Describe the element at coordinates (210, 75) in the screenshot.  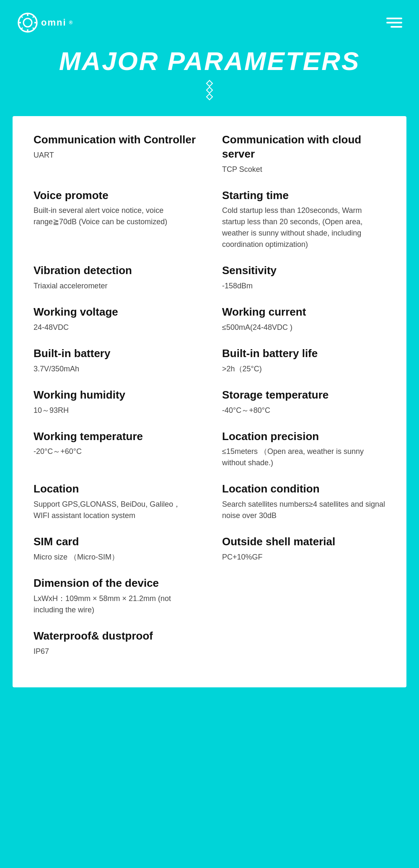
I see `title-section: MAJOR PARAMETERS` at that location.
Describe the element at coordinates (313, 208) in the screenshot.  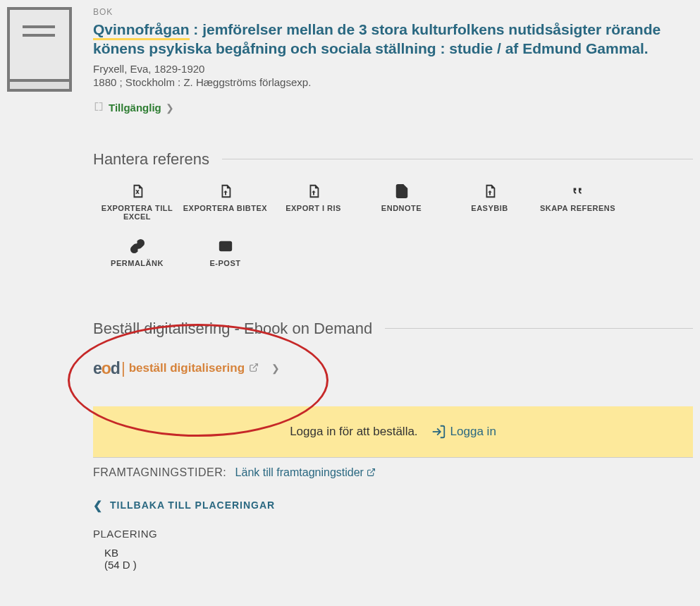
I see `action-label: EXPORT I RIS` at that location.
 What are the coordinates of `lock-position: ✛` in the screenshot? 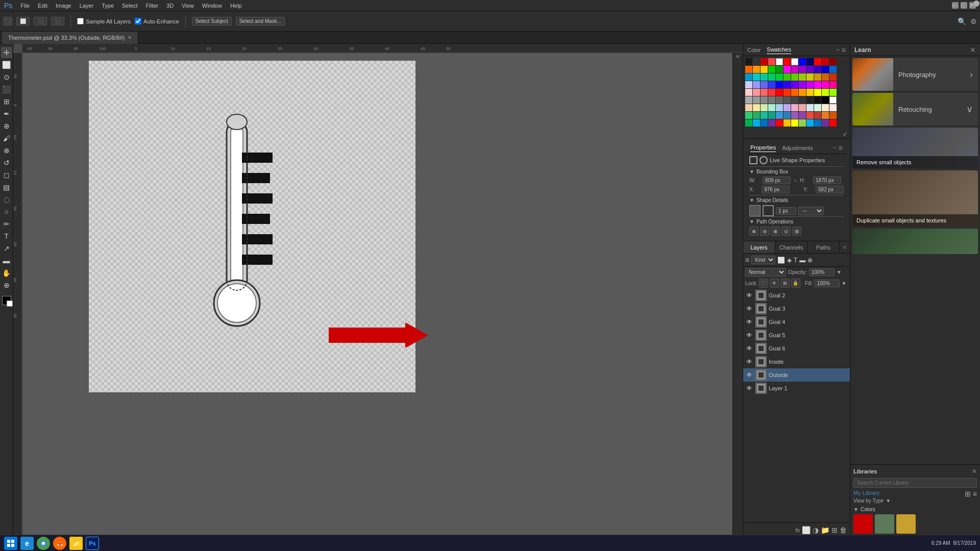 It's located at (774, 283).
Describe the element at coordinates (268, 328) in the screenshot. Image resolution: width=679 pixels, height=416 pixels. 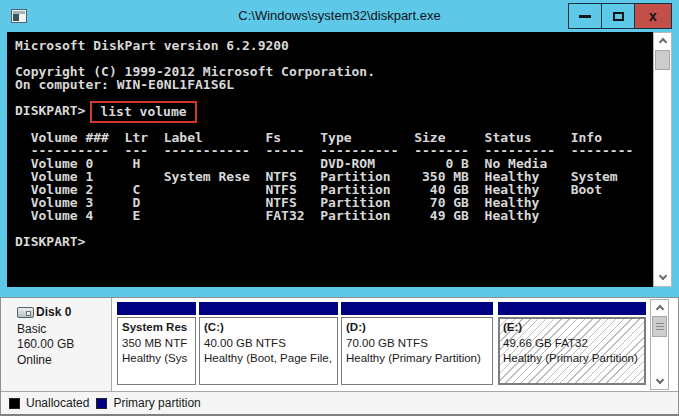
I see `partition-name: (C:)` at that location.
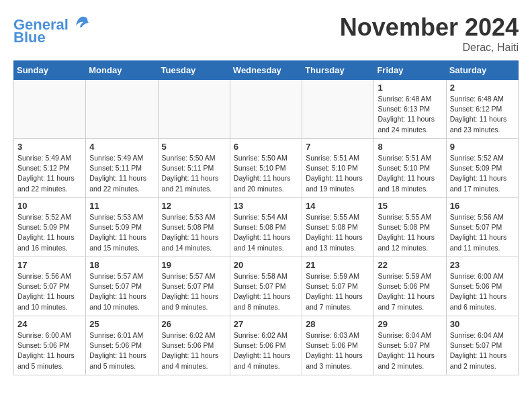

# EXERCISE PROMPT
Exact copies of the lines from the one containing "Describe the element at coordinates (268, 328)" through the final line of the data are required; pictures are to be omitted.

# ANSWER TO THE EXERCISE
Describe the element at coordinates (268, 328) in the screenshot. Image resolution: width=679 pixels, height=416 pixels. 
I see `partition-name: (C:)` at that location.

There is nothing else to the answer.